Stored data entries

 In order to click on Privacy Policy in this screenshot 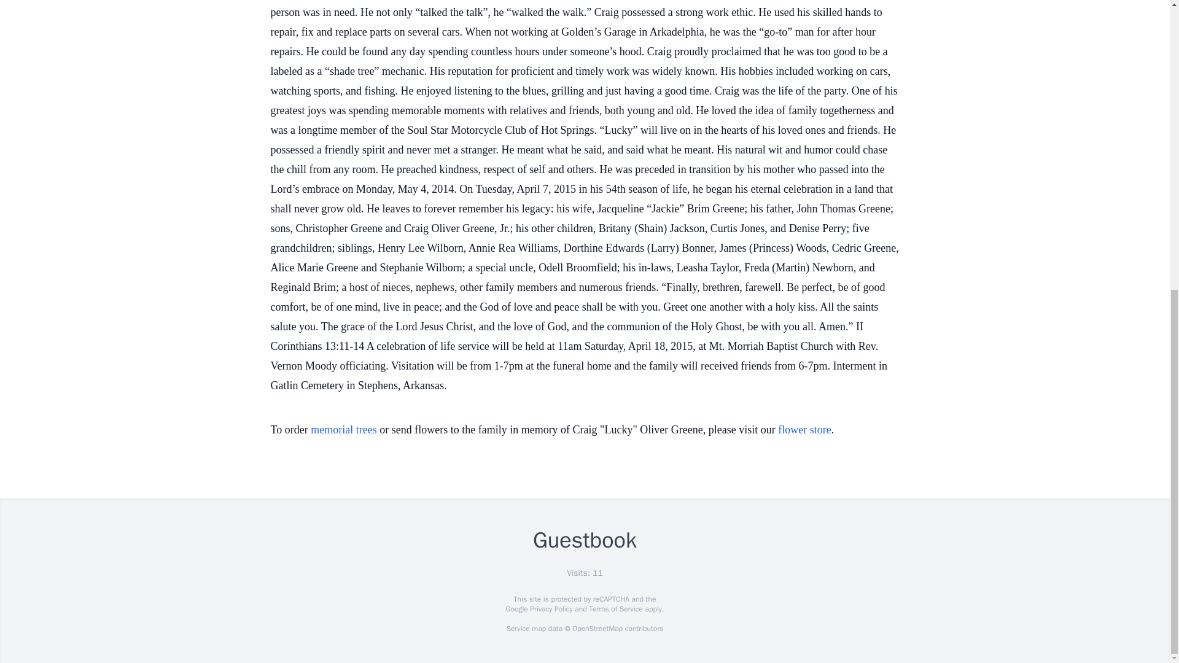, I will do `click(550, 609)`.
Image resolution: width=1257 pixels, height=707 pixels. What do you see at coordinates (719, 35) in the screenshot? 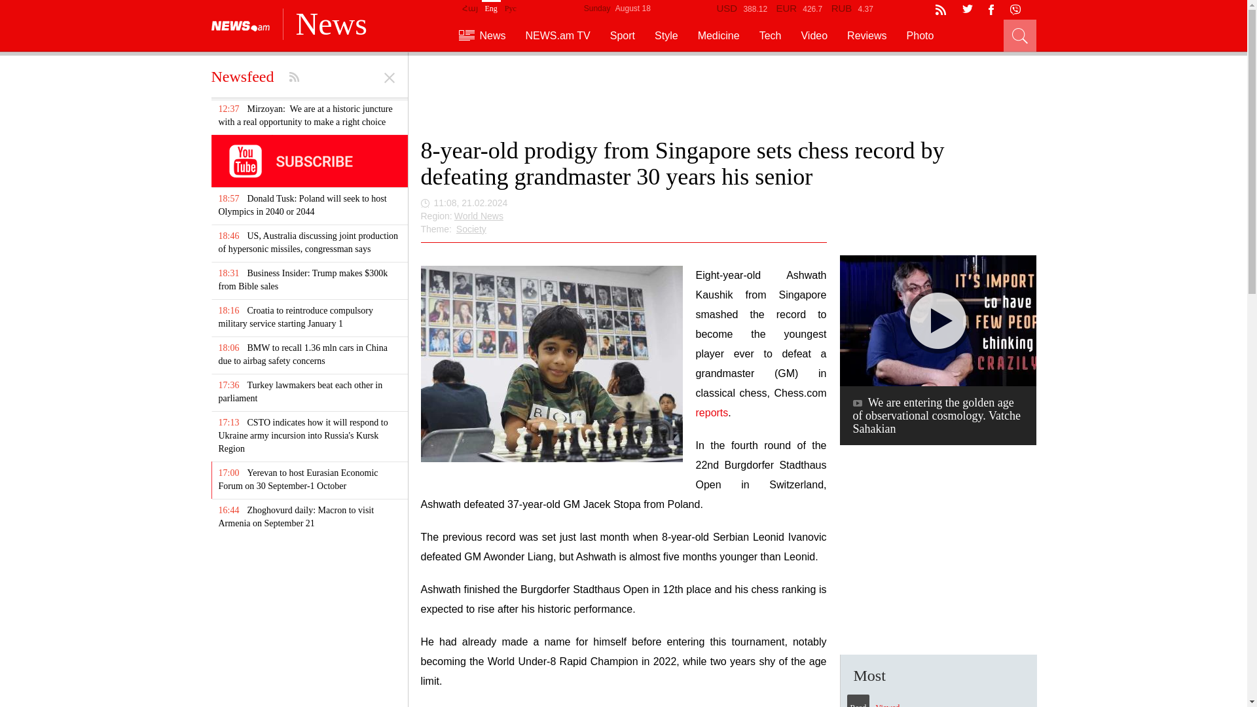
I see `Medicine` at bounding box center [719, 35].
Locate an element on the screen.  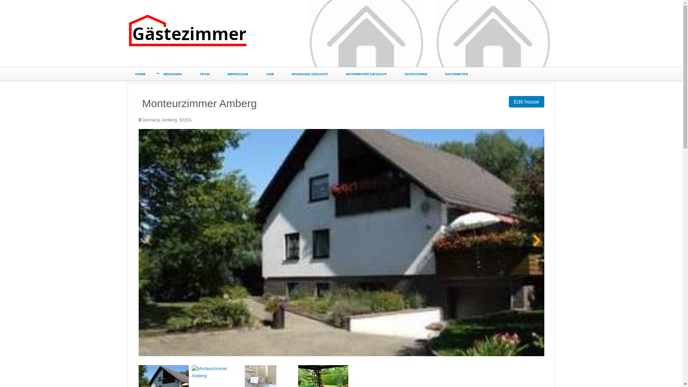
Monteurzimmer Amberg is located at coordinates (217, 373).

Task item
Reproduce nothing but the lines running from the line with "Image resolution: width=1257" through the end of the records, keeping both end lines and dropping the pictures.

Solution below
Image resolution: width=1257 pixels, height=707 pixels. What do you see at coordinates (719, 35) in the screenshot? 
I see `Medicine` at bounding box center [719, 35].
Locate an element on the screen.  
Monteurzimmer Amberg is located at coordinates (217, 373).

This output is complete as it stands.